CONTACT:
Chris Grimm
202-585-2149
media [at] fanfreedom [dot] org
HB 1893 Would Ensure Fair Access to Events and Protect Consumer Rights
Boston, MA – Sept. 20 – The Fan Freedom Project (FFP), a consumer rights and education organization with more than 40,000 members, today urged the Joint Committee on Consumer Protection and Professional Licensure to support Massachusetts HB 1893, a measure that would reform the issuance and sale of sports and entertainment tickets. Representative Mike Moran (D-Brighton) introduced the bill earlier this year to protect the rights of live event fans across the state.
“At the heart of this issue are Massachusetts sports and entertainment fans, whose hard-earned money pays for millions of tickets annually, and whose basic consumer rights and property rights are in your hands,” said Jon Potter, president of FFP. “Many in Massachusetts have signed our Fans Bill of Rights because they want more transparency in the ticketing market and ownership rights over the tickets they buy, including the right to share or sell them in a competitive, consumer-friendly marketplace.”
About 2,000 Massachusetts residents have joined FFP since its launch in February.
A recent poll commissioned by the Fan Freedom Project found that 90 percent of the 1,000 ticket users surveyed across the nation said they should have the right to resell or give away tickets they purchase to anyone they choose. In addition, 89 percent of respondents believe that once they have bought a ticket, it becomes their personal property and they have complete control over what they do with it.
The growing trend toward restrictive paperless tickets is a threat to consumers’ rights. These tickets work like airline tickets, requiring fans to show up at venues with their credit cards and IDs. This makes it difficult, if not impossible, to give concert tickets away as gifts and for season ticket holders to sell tickets they are unable to use. If performing artists, teams, venues and ticket companies allow consumers to resell their tickets, they are often limited to select websites and pre-set prices. These restrictive features undermine consumer interests by reducing choice and flexibility in the ticket market.
Frank Fernandez of Dorchester, a frequent ticket buyer, said Ace Tickets, StubHub and several other brokers and marketplaces compete for his business. “I am here today to underscore the benefits of the resale market in Massachusetts,” Fernandez said in prepared testimony. “If restrictive ticketing practices are adopted by venues, teams and ticket issuers like Ticketmaster, they will push all their re-sales onto an exchange they own or prefer and I will lose this convenience – so will many thousands of Red Sox, Patriots, Celtics and Bruins fans.”
HB 1893 affirms that fans own the tickets they buy by preventing artists, promoters, sports teams and venues from restricting what fans may do with tickets after purchase.
Consumers are also calling for greater transparency in the ticketing market.
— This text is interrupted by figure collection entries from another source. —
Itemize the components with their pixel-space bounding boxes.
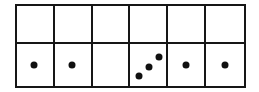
cell-top-5 bbox=[168, 6, 206, 44]
dot bbox=[155, 53, 162, 60]
cell-top-6 bbox=[206, 6, 244, 44]
dot bbox=[135, 73, 142, 80]
cell-top-2 bbox=[55, 6, 93, 44]
dot bbox=[146, 63, 153, 70]
cell-bottom-4 bbox=[130, 44, 168, 86]
cell-top-3 bbox=[93, 6, 131, 44]
dot bbox=[183, 61, 190, 68]
dot-grid-table bbox=[15, 4, 246, 88]
cell-bottom-6 bbox=[206, 44, 244, 86]
cell-bottom-1 bbox=[17, 44, 55, 86]
cell-top-4 bbox=[130, 6, 168, 44]
worksheet-fragment bbox=[0, 0, 259, 92]
cell-bottom-3 bbox=[93, 44, 131, 86]
cell-top-1 bbox=[17, 6, 55, 44]
dot bbox=[222, 61, 229, 68]
cell-bottom-2 bbox=[55, 44, 93, 86]
dot bbox=[31, 61, 38, 68]
cell-bottom-5 bbox=[168, 44, 206, 86]
dot bbox=[69, 61, 76, 68]
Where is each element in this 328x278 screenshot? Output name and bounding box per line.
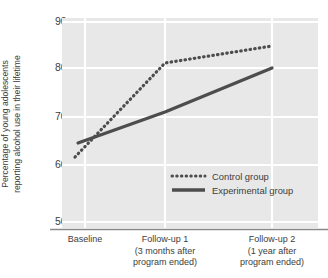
x-tick-label-followup-1: Follow-up 1 (3 months after program ende…	[115, 234, 215, 269]
x-tick-followup-2-line-1: Follow-up 2	[222, 234, 322, 246]
plot-background	[62, 18, 318, 228]
x-tick-followup-2-line-2: (1 year after	[222, 246, 322, 258]
x-tick-followup-1-line-1: Follow-up 1	[115, 234, 215, 246]
chart-figure: Percentage of young adolescents reportin…	[0, 0, 328, 278]
x-tick-followup-2-line-3: program ended)	[222, 257, 322, 269]
legend-label-control-group: Control group	[212, 171, 269, 182]
x-tick-followup-1-line-3: program ended)	[115, 257, 215, 269]
legend-label-experimental-group: Experimental group	[212, 185, 293, 196]
x-tick-label-followup-2: Follow-up 2 (1 year after program ended)	[222, 234, 322, 269]
x-tick-followup-1-line-2: (3 months after	[115, 246, 215, 258]
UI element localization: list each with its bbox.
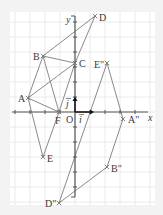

For concerts in particular, it has become all too common for artists and promoters to hold back tickets from the public for fan clubs, corporate sponsors, record labels and VIPs. In fact, some artists have been caught reselling tickets to their own shows at a hefty mark-up. Katy Perry, for example, reserves the right to hold back concert tickets from the public so that she can sell them on the secondary market at inflated prices. Similarly, news reports showed that Keith Urban “instructed the venues to pull out 50 prime seats to be auctioned off to the highest bidders through Ticketmaster” during his 2009 “Escape Together” tour.
HB 1893 seeks to bring the Massachusetts ticketing marketplace into the open by requiring ticket agencies and venues to disclose in advance of any concert, sporting event or other show, the total number of tickets issued and the total number of tickets available to the public.
“Purchasing event tickets is frequently confusing and frustrating for consumers,” said John Breyault, Vice President of Public Policy at the National Consumers League. “Fans have a right to know how many tickets are really available for a show. The ticketing transparency provisions in HB 1893 will give consumers a fighting chance in the ticket marketplace.”